Food to Malawi Slowed by War And Failures Of Banda Regime

LOGISTICAL problems in transporting drought relief and a delay in ordering commercial grain have brought land-locked Malawi to the brink of a major disaster.

"If we don't manage to increase the rate of deliveries to Malawi there is going to be real starvation in that country," says Roger Buckland, technical adviser to the Food Security Technical and Administrative Unit of the 10-nation Southern African Development Community.

"We are facing a pending humanitarian disaster."

A series of factors have contributed to the critical situation in Malawi:

* Slow and dangerous passage of food and relief supplies through Mozambique's Tete corridor, the war-torn northwest region bordering Malawi.

* A shortfall in pledges of food aid and delays in food deliveries.

* Political gridlock in Malawi between pro-democracy forces and the autocratic regime of President H. Kamuzu Banda.

* Congestion on the Beira corridor - the vital transportation link between the Indian Ocean and Zimbabwe.
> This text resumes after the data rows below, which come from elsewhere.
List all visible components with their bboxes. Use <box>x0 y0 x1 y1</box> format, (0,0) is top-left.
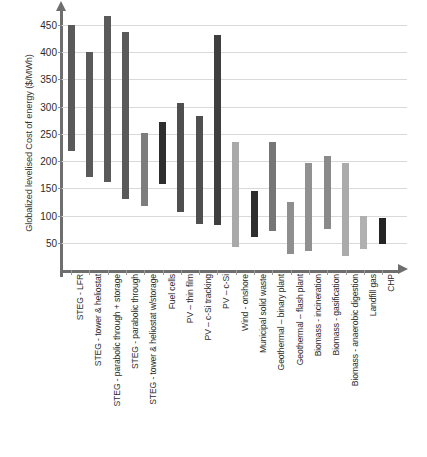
x-tick-label: Landfill gas <box>368 274 378 316</box>
bar <box>360 216 367 250</box>
y-tick-mark <box>58 134 62 135</box>
x-tick-mark <box>291 270 292 275</box>
y-tick-label: 400 <box>40 47 57 58</box>
x-axis-arrow-icon <box>398 264 408 274</box>
x-tick-mark <box>181 270 182 275</box>
bar <box>324 156 331 230</box>
x-tick-mark <box>89 270 90 275</box>
x-tick-mark <box>144 270 145 275</box>
x-tick-label: PV – thin film <box>185 274 195 323</box>
gridline <box>62 134 407 135</box>
x-axis-line <box>60 270 398 273</box>
y-axis-line <box>60 7 63 277</box>
x-tick-mark <box>108 270 109 275</box>
x-tick-mark <box>199 270 200 275</box>
x-tick-mark <box>382 270 383 275</box>
bar <box>68 25 75 151</box>
chart-figure: Globalized levelised Cost of energy ($/M… <box>0 0 427 457</box>
bar <box>86 52 93 177</box>
y-tick-mark <box>58 188 62 189</box>
x-tick-label: Municipal solid waste <box>258 274 268 353</box>
bar <box>269 142 276 231</box>
y-tick-mark <box>58 52 62 53</box>
y-tick-mark <box>58 161 62 162</box>
x-tick-label: STEG - parabolic through <box>130 274 140 369</box>
x-tick-label: STEG - tower & heliostat w/storage <box>148 274 158 405</box>
y-tick-mark <box>58 79 62 80</box>
x-tick-label: PV – c-Si tracking <box>203 274 213 341</box>
x-tick-mark <box>71 270 72 275</box>
bar <box>379 218 386 244</box>
x-tick-label: Geothermal – flash plant <box>295 274 305 365</box>
x-tick-mark <box>327 270 328 275</box>
bar <box>141 133 148 206</box>
y-tick-label: 250 <box>40 128 57 139</box>
y-tick-label: 100 <box>40 210 57 221</box>
bar <box>214 35 221 226</box>
bar <box>232 142 239 247</box>
x-tick-mark <box>272 270 273 275</box>
x-tick-mark <box>163 270 164 275</box>
bar <box>159 122 166 184</box>
y-tick-mark <box>58 216 62 217</box>
x-tick-label: Biomass - anaerobic digestion <box>350 274 360 386</box>
bar <box>342 163 349 257</box>
bar <box>177 103 184 212</box>
bar <box>287 202 294 254</box>
y-tick-mark <box>58 243 62 244</box>
y-tick-label: 350 <box>40 74 57 85</box>
y-tick-label: 450 <box>40 19 57 30</box>
y-tick-label: 150 <box>40 183 57 194</box>
gridline <box>62 79 407 80</box>
y-tick-label: 50 <box>46 237 57 248</box>
bar <box>122 32 129 199</box>
x-tick-label: Biomass - incineration <box>313 274 323 356</box>
x-tick-label: PV – c-Si <box>221 274 231 309</box>
y-axis-arrow-icon <box>56 1 66 11</box>
gridline <box>62 107 407 108</box>
x-tick-mark <box>364 270 365 275</box>
bar <box>196 116 203 224</box>
x-tick-label: Geothermal – binary plant <box>276 274 286 370</box>
x-tick-label: STEG - parabolic through + storage <box>112 274 122 407</box>
x-tick-label: Wind - onshore <box>240 274 250 331</box>
y-tick-label: 300 <box>40 101 57 112</box>
x-tick-mark <box>346 270 347 275</box>
plot-area: 50100150200250300350400450 <box>62 14 407 270</box>
x-tick-label: Fuel cells <box>167 274 177 309</box>
y-tick-mark <box>58 107 62 108</box>
x-tick-mark <box>309 270 310 275</box>
x-tick-mark <box>126 270 127 275</box>
gridline <box>62 25 407 26</box>
bar <box>251 191 258 237</box>
bar <box>104 16 111 182</box>
x-tick-mark <box>217 270 218 275</box>
x-tick-label: Biomass - gasification <box>331 274 341 355</box>
x-tick-mark <box>236 270 237 275</box>
x-tick-label: CHP <box>386 274 396 292</box>
x-tick-label: STEG - tower & heliostat <box>93 274 103 366</box>
gridline <box>62 52 407 53</box>
y-tick-label: 200 <box>40 156 57 167</box>
y-axis-title: Globalized levelised Cost of energy ($/M… <box>24 18 34 268</box>
x-tick-mark <box>254 270 255 275</box>
bar <box>305 163 312 251</box>
x-tick-label: STEG - LFR <box>75 274 85 320</box>
y-tick-mark <box>58 25 62 26</box>
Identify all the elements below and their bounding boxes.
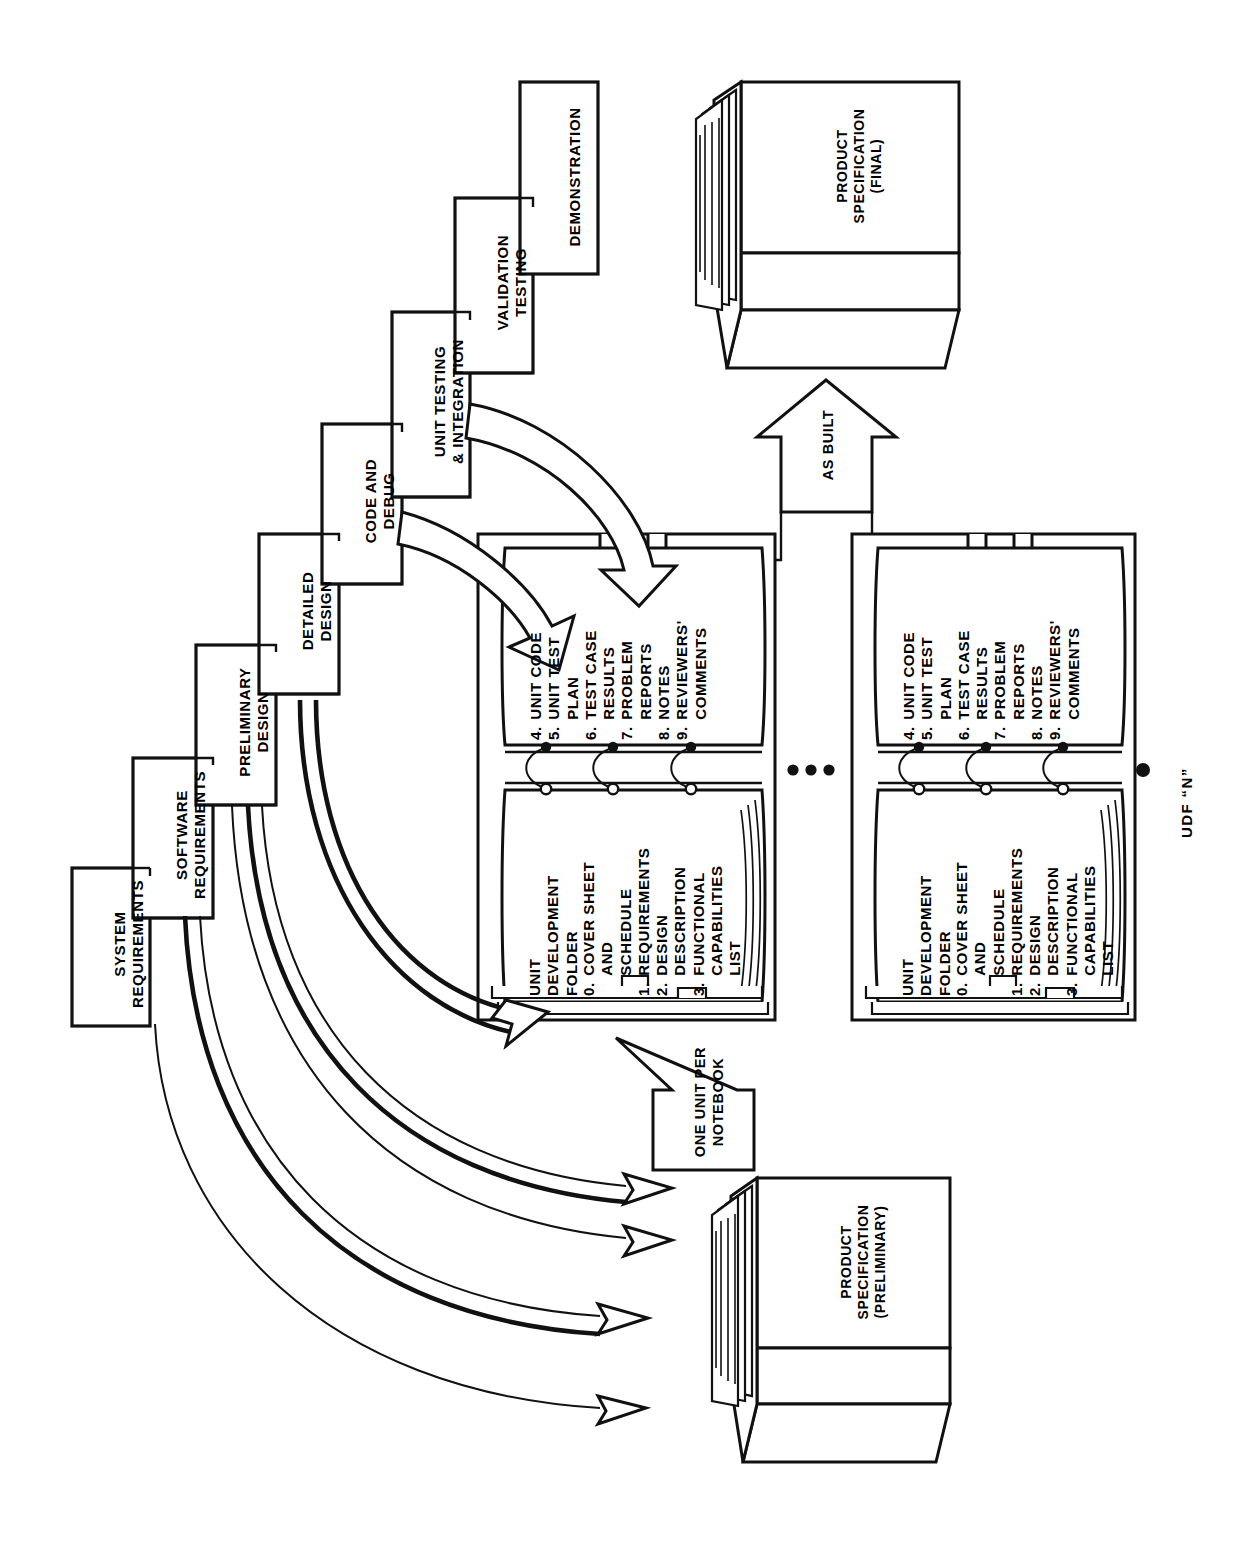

* A continuing flow of Mozambican refugees to Malawi.

Malawi needs 33,000 tons of grain a month - 1,100 tons a day - to feed the 4.7 million of its 8.5 million people dependent on food aid and the 1 million Mozambican refugees in camps in the southeast of the country.

From April to October it was receiving less than half the required amount. By the end of November, only 220,000 tons out of 825,000 tons of donor-pledged food had been delivered to Malawi. Stocks from commerical imports are down to three or four weeks.

Relief agencies and transport officials have agreed that Malawi should be given priority treatment. But there is still a serious shortfall in pledges.

"The problem was that - in the beginning - Malawi did not admit that they needed to import grain," says Arnt Breivik, head of the United Nations World Food Programme's logistics advisory unit in Johannesburg.

Mercedes Sayagues, WFP regional information director, agrees. "Because of the political situation, there is a crisis in decisionmaking at the government level when it comes to assigning priorities. This impacts, particularly, on commerical imports."

"The World Bank recently granted Malawi credit for 110,000 tons of grain, which is due to arrive in mid-January," Mr. Breivik adds. A further 187,000 tons is due by the end of December but this poses a major logistical challenge.

Most of the grain going to Malawi is hauled from South African ports - mainly Durban - by train and trucks through Zimbabwe and Zambia. The rest passes through the Mozambican ports of Beira and Nacala and the Tanzanian port of Dar-Es-Salaam.